◆ **Task prompt**
Take the records underneath and set them down exactly.

┌──

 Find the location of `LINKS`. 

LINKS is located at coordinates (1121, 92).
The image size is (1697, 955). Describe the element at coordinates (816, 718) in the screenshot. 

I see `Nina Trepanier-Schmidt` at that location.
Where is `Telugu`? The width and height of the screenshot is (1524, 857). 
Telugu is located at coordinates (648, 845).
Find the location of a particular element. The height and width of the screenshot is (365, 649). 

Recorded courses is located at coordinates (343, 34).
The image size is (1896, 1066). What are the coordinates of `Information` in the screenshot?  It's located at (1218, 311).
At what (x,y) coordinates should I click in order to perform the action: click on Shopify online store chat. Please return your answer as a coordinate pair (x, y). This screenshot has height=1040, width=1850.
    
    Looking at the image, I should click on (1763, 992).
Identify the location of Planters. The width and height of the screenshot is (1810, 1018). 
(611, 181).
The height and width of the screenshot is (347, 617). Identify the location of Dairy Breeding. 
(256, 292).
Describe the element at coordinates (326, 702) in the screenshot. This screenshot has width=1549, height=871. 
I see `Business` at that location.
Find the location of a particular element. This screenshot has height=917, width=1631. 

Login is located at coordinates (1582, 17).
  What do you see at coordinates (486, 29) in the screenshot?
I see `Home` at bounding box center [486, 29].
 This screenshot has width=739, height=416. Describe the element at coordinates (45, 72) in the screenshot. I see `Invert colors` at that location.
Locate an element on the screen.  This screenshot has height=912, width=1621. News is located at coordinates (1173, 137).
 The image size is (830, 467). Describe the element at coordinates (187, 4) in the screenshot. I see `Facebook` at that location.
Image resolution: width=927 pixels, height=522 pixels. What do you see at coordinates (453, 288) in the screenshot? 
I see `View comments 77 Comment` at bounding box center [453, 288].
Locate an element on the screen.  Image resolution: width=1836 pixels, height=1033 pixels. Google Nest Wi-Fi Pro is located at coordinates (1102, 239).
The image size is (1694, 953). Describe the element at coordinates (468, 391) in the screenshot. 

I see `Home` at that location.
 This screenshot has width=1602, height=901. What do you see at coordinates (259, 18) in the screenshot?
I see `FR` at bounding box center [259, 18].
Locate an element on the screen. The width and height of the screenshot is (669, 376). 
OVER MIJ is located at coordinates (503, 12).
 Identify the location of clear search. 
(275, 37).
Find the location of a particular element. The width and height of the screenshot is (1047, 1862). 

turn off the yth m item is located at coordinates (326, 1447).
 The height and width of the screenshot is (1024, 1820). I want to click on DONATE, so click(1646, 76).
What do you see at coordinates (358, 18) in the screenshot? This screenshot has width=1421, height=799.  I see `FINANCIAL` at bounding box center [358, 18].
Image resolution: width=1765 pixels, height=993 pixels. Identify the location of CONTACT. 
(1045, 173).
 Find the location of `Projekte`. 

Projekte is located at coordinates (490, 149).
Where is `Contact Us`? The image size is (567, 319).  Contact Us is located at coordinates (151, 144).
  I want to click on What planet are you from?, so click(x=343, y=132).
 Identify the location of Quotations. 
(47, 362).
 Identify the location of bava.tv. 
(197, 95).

└──

◆ **Written reply**
 Find the location of `LINKS`. 

LINKS is located at coordinates (1121, 92).
The image size is (1697, 955). Describe the element at coordinates (816, 718) in the screenshot. 

I see `Nina Trepanier-Schmidt` at that location.
Where is `Telugu`? The width and height of the screenshot is (1524, 857). 
Telugu is located at coordinates (648, 845).
Find the location of a particular element. The height and width of the screenshot is (365, 649). 

Recorded courses is located at coordinates (343, 34).
The image size is (1896, 1066). What are the coordinates of `Information` in the screenshot?  It's located at (1218, 311).
At what (x,y) coordinates should I click in order to perform the action: click on Shopify online store chat. Please return your answer as a coordinate pair (x, y). This screenshot has height=1040, width=1850.
    
    Looking at the image, I should click on (1763, 992).
Identify the location of Planters. The width and height of the screenshot is (1810, 1018). 
(611, 181).
The height and width of the screenshot is (347, 617). Identify the location of Dairy Breeding. 
(256, 292).
Describe the element at coordinates (326, 702) in the screenshot. This screenshot has width=1549, height=871. 
I see `Business` at that location.
Find the location of a particular element. This screenshot has height=917, width=1631. 

Login is located at coordinates (1582, 17).
  What do you see at coordinates (486, 29) in the screenshot?
I see `Home` at bounding box center [486, 29].
 This screenshot has width=739, height=416. Describe the element at coordinates (45, 72) in the screenshot. I see `Invert colors` at that location.
Locate an element on the screen.  This screenshot has height=912, width=1621. News is located at coordinates (1173, 137).
 The image size is (830, 467). Describe the element at coordinates (187, 4) in the screenshot. I see `Facebook` at that location.
Image resolution: width=927 pixels, height=522 pixels. What do you see at coordinates (453, 288) in the screenshot? 
I see `View comments 77 Comment` at bounding box center [453, 288].
Locate an element on the screen.  Image resolution: width=1836 pixels, height=1033 pixels. Google Nest Wi-Fi Pro is located at coordinates (1102, 239).
The image size is (1694, 953). Describe the element at coordinates (468, 391) in the screenshot. 

I see `Home` at that location.
 This screenshot has width=1602, height=901. What do you see at coordinates (259, 18) in the screenshot?
I see `FR` at bounding box center [259, 18].
Locate an element on the screen. The width and height of the screenshot is (669, 376). 
OVER MIJ is located at coordinates (503, 12).
 Identify the location of clear search. 
(275, 37).
Find the location of a particular element. The width and height of the screenshot is (1047, 1862). 

turn off the yth m item is located at coordinates (326, 1447).
 The height and width of the screenshot is (1024, 1820). I want to click on DONATE, so click(1646, 76).
What do you see at coordinates (358, 18) in the screenshot? This screenshot has width=1421, height=799.  I see `FINANCIAL` at bounding box center [358, 18].
Image resolution: width=1765 pixels, height=993 pixels. Identify the location of CONTACT. 
(1045, 173).
 Find the location of `Projekte`. 

Projekte is located at coordinates (490, 149).
Where is `Contact Us`? The image size is (567, 319).  Contact Us is located at coordinates (151, 144).
  I want to click on What planet are you from?, so click(x=343, y=132).
 Identify the location of Quotations. 
(47, 362).
 Identify the location of bava.tv. 
(197, 95).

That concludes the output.